J
James V
Hi,
I am trying to add logging capabilities to a Windows(2000/XP/2003)
application that can run under any user context(not neceseraly a member of
admin).
The problem is that every time a diffrent user will run the application, the
log files would be created/written under his credentials.
Some users can have limited permissions and not allowed to access various
parts of the file system.
Further more, if a limited user created/written a/to file he has permissions
to view and change it and
I do not want limited users to be able to view modify the log files.
If I create the files with admin privilages, limited users will not be able
to write/modify them.
I could create a logging service that uses IPC to connect to the server
application and manage the loging for it, but it seems like an overkill.
I considered using a special user account that would be impersonated by our
application(using login API and SSPI ) and would do the actual log file
manipulation, but the problem is that login API and SSPI can require
certain privilged user permissions (SE_TCB_NAME ) for the impersonation to
work properly (The impersonation level does not allow resource access).
Is there any way around the login API and SSPI limitations?
Is there any way to set application level(not user level) permissions ->
allow only a certain application to write to a file?
Any ideas comments would be appreciated.
Thank you,
James
I am trying to add logging capabilities to a Windows(2000/XP/2003)
application that can run under any user context(not neceseraly a member of
admin).
The problem is that every time a diffrent user will run the application, the
log files would be created/written under his credentials.
Some users can have limited permissions and not allowed to access various
parts of the file system.
Further more, if a limited user created/written a/to file he has permissions
to view and change it and
I do not want limited users to be able to view modify the log files.
If I create the files with admin privilages, limited users will not be able
to write/modify them.
I could create a logging service that uses IPC to connect to the server
application and manage the loging for it, but it seems like an overkill.
I considered using a special user account that would be impersonated by our
application(using login API and SSPI ) and would do the actual log file
manipulation, but the problem is that login API and SSPI can require
certain privilged user permissions (SE_TCB_NAME ) for the impersonation to
work properly (The impersonation level does not allow resource access).
Is there any way around the login API and SSPI limitations?
Is there any way to set application level(not user level) permissions ->
allow only a certain application to write to a file?
Any ideas comments would be appreciated.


__Task prompt__
Some lines in the listing may contain the word "item". Say how many, with the number alone.

__Listed records__
□ □ □ □ □

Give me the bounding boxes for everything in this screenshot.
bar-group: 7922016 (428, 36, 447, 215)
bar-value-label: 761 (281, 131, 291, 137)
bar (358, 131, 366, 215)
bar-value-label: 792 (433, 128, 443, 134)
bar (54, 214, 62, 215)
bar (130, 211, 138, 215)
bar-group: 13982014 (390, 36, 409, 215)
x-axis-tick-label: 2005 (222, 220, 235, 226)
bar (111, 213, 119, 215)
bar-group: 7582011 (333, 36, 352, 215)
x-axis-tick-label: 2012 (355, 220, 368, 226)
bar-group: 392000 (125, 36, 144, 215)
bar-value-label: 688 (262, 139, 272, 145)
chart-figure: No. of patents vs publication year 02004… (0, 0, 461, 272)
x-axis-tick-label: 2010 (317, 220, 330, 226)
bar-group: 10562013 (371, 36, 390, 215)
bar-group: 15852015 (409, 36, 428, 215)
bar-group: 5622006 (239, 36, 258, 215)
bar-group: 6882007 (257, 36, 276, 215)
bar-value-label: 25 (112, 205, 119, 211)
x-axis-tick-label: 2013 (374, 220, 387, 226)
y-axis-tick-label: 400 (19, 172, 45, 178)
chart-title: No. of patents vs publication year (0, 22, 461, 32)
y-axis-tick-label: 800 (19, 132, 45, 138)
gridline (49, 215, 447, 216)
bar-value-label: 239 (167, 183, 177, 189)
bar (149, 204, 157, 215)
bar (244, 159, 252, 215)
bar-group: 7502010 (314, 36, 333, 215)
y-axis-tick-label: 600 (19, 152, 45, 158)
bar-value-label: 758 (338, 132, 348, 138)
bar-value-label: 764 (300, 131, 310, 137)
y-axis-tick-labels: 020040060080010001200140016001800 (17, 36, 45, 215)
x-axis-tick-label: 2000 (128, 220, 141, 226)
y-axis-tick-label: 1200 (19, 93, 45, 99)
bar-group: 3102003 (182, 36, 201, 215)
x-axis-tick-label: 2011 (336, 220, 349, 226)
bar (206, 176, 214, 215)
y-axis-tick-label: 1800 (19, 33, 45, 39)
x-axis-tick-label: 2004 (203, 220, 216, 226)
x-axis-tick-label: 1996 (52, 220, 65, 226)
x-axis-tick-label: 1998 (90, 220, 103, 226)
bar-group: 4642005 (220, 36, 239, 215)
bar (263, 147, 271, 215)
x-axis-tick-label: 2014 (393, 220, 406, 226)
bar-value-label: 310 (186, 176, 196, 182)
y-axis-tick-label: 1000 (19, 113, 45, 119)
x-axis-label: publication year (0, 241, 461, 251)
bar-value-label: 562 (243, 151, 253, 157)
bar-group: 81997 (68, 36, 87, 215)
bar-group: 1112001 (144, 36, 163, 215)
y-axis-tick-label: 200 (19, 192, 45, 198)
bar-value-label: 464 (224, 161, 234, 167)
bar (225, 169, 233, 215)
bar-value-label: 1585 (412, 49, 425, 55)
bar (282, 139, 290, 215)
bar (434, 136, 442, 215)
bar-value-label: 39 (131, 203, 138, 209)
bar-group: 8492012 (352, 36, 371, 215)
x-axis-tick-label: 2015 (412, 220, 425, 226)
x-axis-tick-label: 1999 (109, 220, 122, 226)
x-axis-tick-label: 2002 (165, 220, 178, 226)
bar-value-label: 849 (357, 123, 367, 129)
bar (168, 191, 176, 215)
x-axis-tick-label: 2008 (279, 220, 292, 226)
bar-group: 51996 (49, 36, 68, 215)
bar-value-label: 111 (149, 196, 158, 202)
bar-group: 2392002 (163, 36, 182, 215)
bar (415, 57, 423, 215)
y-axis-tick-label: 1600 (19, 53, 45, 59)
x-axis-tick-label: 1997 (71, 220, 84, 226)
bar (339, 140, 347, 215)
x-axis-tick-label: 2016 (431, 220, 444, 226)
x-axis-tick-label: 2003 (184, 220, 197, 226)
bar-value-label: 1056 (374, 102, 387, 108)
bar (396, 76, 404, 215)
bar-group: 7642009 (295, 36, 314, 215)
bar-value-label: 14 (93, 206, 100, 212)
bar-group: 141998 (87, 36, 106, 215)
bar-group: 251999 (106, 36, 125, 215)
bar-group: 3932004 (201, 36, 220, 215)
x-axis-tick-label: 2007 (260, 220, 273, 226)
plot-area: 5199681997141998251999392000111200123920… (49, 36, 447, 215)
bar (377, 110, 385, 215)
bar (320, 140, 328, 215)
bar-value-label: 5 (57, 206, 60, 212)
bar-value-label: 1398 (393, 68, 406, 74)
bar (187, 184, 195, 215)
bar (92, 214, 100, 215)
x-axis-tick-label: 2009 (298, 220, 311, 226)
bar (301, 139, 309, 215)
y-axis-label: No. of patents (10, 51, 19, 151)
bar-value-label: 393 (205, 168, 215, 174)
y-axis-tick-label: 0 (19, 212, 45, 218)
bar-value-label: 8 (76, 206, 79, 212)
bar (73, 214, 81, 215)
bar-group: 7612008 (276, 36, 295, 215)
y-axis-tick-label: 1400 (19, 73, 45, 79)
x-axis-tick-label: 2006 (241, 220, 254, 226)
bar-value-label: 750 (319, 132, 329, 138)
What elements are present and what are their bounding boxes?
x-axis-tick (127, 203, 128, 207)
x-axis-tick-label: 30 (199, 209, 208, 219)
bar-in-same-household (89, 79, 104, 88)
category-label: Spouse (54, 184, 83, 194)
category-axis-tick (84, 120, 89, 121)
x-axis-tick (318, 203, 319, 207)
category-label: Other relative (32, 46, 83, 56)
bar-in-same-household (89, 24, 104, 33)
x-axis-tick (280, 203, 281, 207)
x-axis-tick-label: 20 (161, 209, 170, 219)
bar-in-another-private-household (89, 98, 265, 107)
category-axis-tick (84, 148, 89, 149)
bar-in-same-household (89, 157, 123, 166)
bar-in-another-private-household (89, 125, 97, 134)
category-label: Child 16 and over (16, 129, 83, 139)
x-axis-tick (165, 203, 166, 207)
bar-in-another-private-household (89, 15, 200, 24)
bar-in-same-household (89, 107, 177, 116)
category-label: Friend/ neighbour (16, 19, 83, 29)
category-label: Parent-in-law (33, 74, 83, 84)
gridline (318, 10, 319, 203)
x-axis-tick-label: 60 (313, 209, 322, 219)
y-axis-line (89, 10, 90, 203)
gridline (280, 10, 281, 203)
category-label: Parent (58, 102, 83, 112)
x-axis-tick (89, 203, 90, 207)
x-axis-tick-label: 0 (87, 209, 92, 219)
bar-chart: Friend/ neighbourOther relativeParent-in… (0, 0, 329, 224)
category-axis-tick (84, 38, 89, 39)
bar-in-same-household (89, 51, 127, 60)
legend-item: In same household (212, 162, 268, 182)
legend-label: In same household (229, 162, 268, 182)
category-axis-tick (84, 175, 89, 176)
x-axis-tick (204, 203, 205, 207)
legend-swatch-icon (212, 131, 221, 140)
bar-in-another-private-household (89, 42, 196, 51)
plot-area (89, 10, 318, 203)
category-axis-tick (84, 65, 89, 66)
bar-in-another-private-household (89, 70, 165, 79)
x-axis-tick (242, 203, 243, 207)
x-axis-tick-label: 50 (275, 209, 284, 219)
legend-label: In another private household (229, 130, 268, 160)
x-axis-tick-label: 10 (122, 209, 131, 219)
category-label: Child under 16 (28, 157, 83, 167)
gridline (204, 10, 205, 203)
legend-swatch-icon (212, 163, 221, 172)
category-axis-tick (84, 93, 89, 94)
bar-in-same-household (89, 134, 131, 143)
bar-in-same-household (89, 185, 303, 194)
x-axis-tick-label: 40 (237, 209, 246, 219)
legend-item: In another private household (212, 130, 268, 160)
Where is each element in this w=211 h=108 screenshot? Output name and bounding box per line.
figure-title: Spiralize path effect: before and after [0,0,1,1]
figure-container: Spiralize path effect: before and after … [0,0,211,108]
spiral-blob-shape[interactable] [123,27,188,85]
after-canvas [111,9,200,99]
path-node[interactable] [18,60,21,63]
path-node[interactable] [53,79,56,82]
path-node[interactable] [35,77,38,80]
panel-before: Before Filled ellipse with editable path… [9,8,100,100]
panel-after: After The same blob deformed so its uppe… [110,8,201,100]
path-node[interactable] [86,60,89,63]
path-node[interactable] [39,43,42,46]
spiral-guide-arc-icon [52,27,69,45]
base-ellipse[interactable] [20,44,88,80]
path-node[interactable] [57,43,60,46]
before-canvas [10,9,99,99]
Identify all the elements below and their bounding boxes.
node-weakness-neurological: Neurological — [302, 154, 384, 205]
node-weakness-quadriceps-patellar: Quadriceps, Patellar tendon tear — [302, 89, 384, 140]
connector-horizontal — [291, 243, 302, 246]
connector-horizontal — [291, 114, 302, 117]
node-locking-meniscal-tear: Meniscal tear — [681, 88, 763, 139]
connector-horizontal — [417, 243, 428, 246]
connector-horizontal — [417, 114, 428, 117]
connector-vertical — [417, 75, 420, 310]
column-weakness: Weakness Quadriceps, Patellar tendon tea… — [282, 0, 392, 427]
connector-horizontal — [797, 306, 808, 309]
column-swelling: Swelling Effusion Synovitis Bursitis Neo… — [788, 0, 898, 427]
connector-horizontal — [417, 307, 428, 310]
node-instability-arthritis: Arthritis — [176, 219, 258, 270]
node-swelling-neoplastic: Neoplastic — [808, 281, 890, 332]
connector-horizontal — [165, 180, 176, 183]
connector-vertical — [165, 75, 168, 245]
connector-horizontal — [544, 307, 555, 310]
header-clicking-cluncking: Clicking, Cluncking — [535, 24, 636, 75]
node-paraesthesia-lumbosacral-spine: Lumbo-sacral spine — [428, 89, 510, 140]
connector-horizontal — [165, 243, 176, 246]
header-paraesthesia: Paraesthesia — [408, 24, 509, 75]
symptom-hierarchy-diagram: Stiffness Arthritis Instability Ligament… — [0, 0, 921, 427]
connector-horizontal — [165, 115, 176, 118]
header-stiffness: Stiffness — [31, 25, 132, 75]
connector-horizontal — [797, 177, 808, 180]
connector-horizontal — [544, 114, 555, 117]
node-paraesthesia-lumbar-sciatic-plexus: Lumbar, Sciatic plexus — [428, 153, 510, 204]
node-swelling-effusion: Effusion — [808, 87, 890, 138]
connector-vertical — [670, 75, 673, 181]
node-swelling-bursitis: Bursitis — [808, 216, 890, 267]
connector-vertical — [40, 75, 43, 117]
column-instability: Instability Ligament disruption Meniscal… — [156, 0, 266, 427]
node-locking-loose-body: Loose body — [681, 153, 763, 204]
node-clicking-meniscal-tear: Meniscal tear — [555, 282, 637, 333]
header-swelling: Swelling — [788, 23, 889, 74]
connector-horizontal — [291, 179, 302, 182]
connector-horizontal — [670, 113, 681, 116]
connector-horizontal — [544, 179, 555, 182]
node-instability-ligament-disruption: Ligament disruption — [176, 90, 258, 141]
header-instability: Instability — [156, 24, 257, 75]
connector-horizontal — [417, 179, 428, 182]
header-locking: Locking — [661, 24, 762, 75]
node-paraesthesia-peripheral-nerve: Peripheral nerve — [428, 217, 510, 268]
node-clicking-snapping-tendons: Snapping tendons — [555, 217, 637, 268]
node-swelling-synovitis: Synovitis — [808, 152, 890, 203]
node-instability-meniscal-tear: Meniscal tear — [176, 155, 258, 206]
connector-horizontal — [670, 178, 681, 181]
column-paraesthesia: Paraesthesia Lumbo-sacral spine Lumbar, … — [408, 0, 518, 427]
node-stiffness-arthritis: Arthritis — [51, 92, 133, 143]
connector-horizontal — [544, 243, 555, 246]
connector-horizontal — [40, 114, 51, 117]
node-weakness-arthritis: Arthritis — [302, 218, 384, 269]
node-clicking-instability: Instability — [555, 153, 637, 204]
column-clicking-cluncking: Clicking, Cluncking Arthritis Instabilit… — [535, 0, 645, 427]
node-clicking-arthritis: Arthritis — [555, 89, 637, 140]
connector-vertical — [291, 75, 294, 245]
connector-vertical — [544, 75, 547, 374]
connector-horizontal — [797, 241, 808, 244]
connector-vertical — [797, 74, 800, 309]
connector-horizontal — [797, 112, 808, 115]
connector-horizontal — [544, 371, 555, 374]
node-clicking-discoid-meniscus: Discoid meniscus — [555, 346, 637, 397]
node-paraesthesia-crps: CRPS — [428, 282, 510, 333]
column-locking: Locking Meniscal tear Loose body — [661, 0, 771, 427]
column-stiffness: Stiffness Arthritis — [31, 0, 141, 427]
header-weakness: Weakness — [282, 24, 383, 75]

□ □ □ □ □

__Answer to the problem__
2